Saturday, July 4, 2015

GQ:George Quaintance: Gentlemen's Queertopia

I’m pretty new to the George Quaintance camp compared to a lot of erotic art fans. In 2012 I saw the Quaintance retrospective book which Taschen released. What I saw in this lavishly packaged book looked a lot like romantic pulp fiction covers, i.e. sexy senoritas, seductive belly dancers, etc. The only difference is that George Quaintance’s paintings had not one woman in them, but perfectly sculpted men with hairless bodies and beautifully colored skin.

If "Brokeback Mountain" was a picture book, this would be it. George Quaintance creates a veritable gay cowboy paradise where every man has the perfect looks and body, rodeos are for tyin' and wranglin' boys, the sun always shines, and every mesa is the Garden of (sw)Eden. The book is pretty pricey so I settled for the 2012 calendar, which was better because the images were large and in charge.

The Taschen Gallery just opened an exhibition of Quaintance’s amazing paintings in a show called “The Flamboyant Life and Forbidden Art of George Quaintance”. This was a herculean task in itself because he only produced less than sixty paintings in his lifetime, and many were simply traded or sold to private collectors. More than a few paintings had a NOT FOR SALE caption written beneath them.

Many of the paintings shown depicted men of in cowboy settings bathing, swimming or horseback riding. They’re mostly depicted in various stages of undress. These western settings suggest a virtual queer Utopia where men are perpetually young and fit and don’t require female company.

The best bathing paintings were Rainbow Falls, Sunset, Havasu Creek, and Morning In The Desert. In these paintings the boys either seem to be taking a shower or frolicking in a waterfall stream.

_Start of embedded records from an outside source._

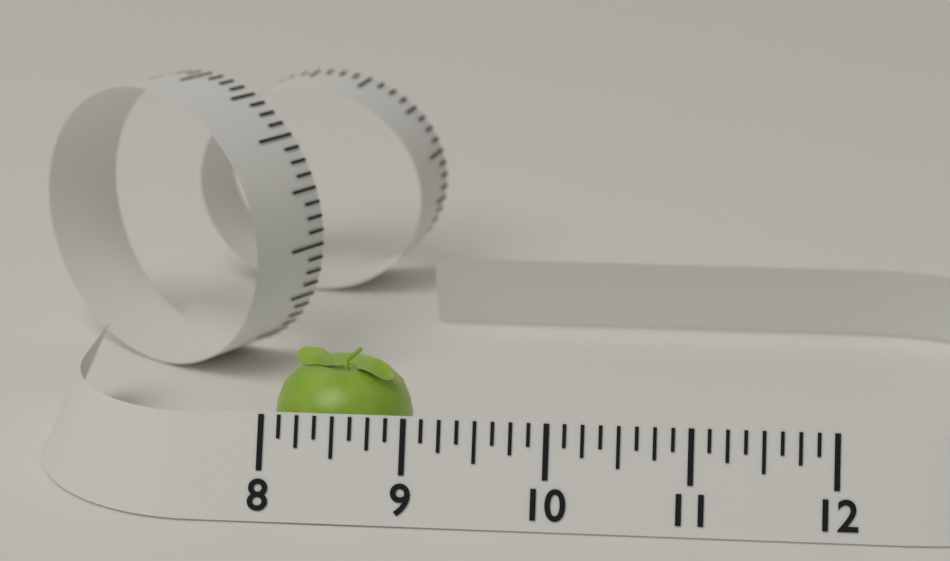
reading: 9.000 (no unit)
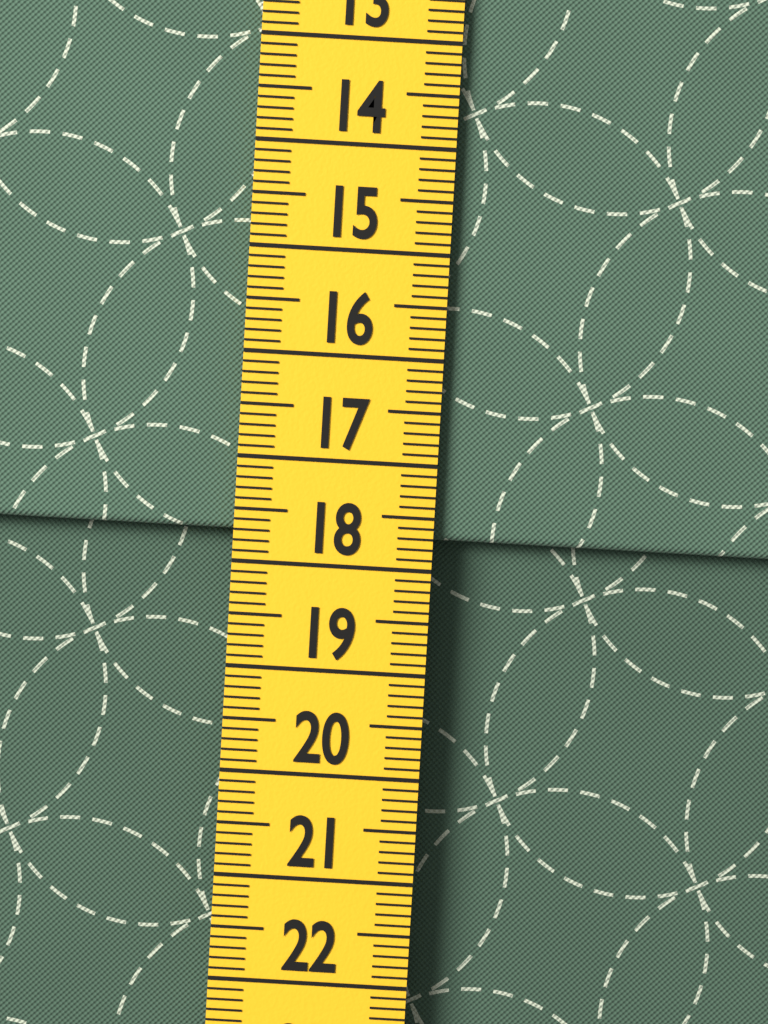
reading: 17.7 cm
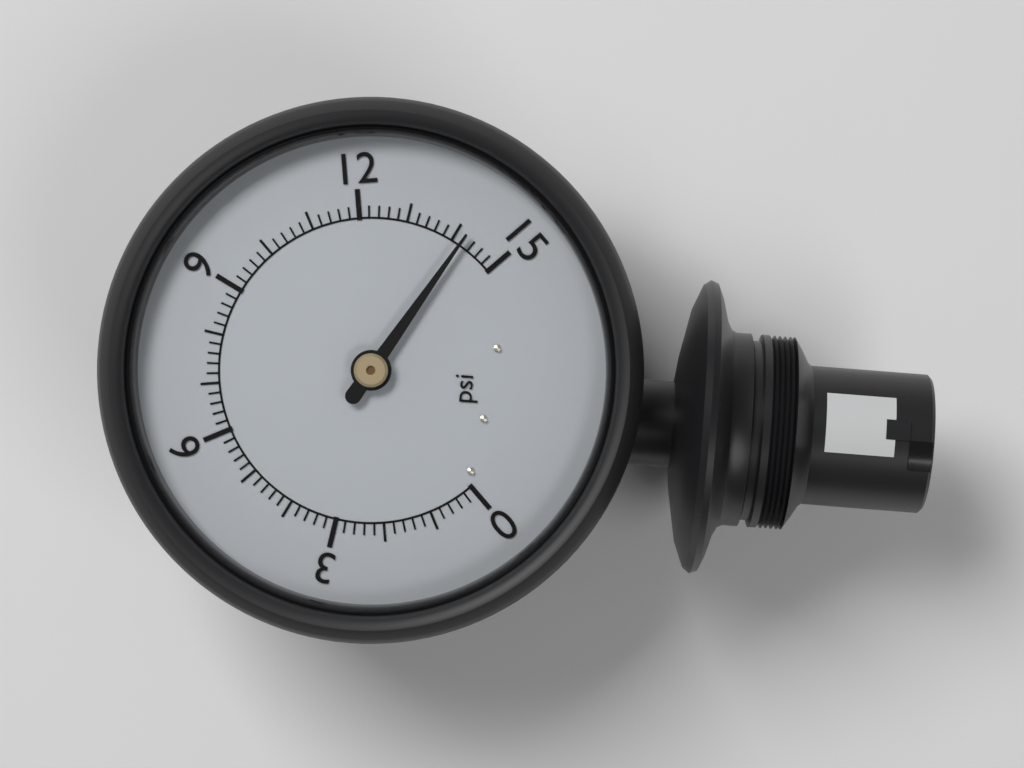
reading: 14.2 psi
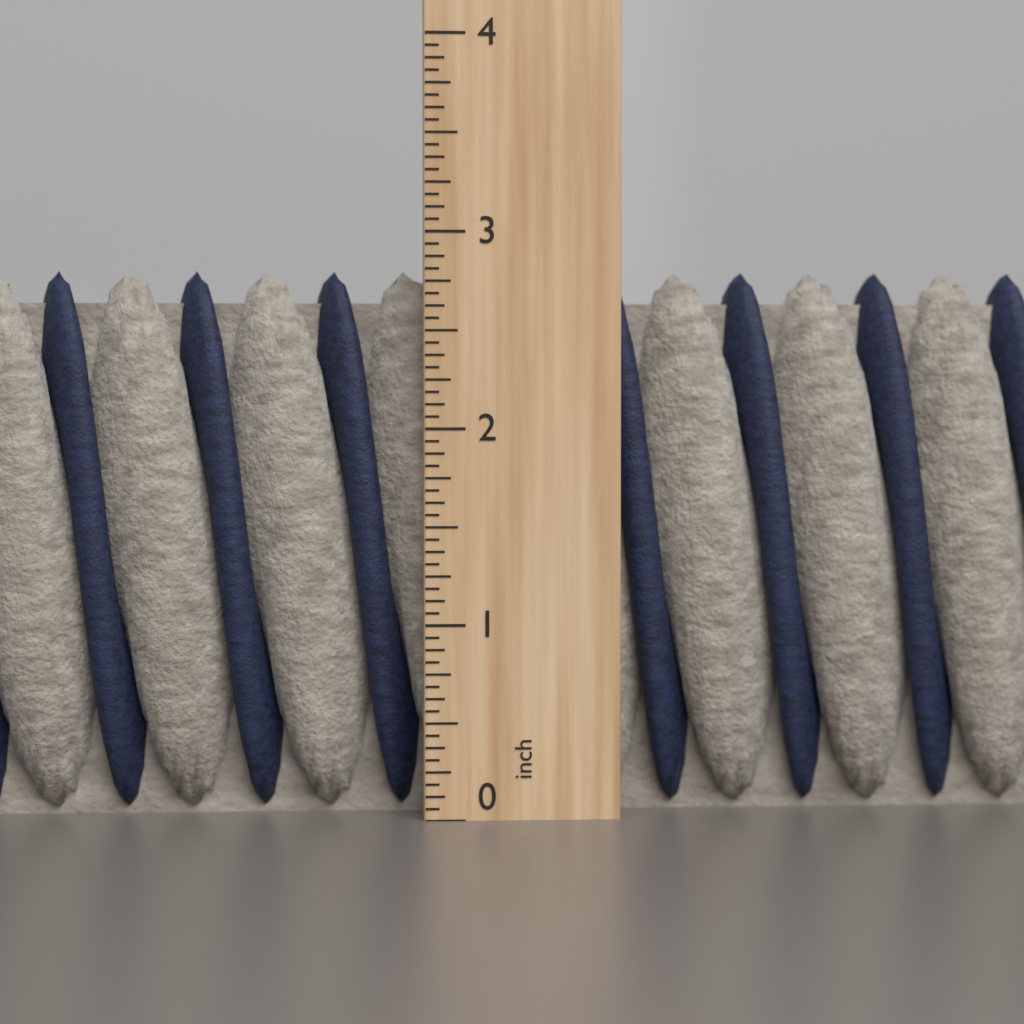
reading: 2.8125 inch
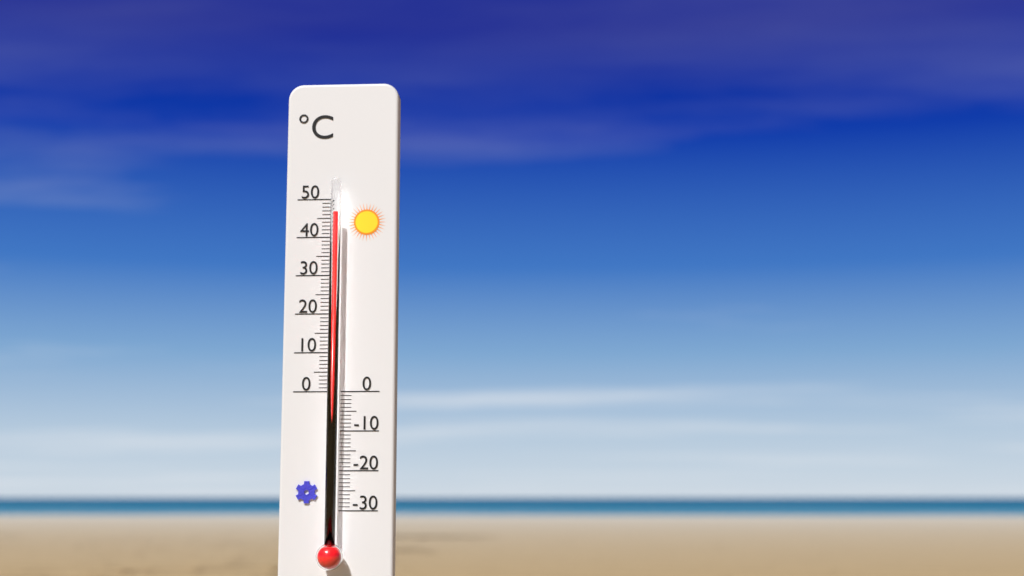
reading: 46 °C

There are also many paintings of men bonding with their horses, as seen in the paintings Stallion, Manolo, and Dashing. It’s fascinating that Quaintance created these works during the late Forties-early Fifties when western films were at their peak and the image of the cowboy was the All-American image of masculinity at the time.

According to the gallery’s biography on George Quaintance, he was at one point or another a “vaudeville dancer, coiffeur designer, window dresser, magazine cover artist, photographer and portraitist”.

The biography also points out that Quaintance only lived to be 55 years old and ironically produced only 55 paintings in all. The exhibition also featured a well-researched timeline on Quaintance’s life and work, which took up and entire wall at the gallery. It was pretty awe-inspiring.

Compared to Tom of Finland, I'd say Quaintance's subjects are feminine in comparison, almost feline in their sleekness. The macho aggressiveness in Tom's images are replaced by an angelic idyll. There's also a more romantic and less carnal theme running through these images. The most overtly sexual image in these pieces are two men lying down together, a far cry from Tom's elephantine erections. This is the romance of homosexuality up on canvas.

If I were asked why I responded immediately to George Quaintance and his art I would say that his use of color and light is some of the most impressive I’ve seen. I also think his depiction of homoeroticism has a surrealistic flavor more mysterious than most erotic art ever made. You want to meet these people and understand how they live. This is part and parcel of what makes for great art, and George Quaintance is deserving of your attention.

The Flamboyant Life and Forbidden Art of George Quaintance is on exhibit at the Taschen Gallery, 8070 Beverly Blvd., Los Angeles, CA, through August 31, 2015.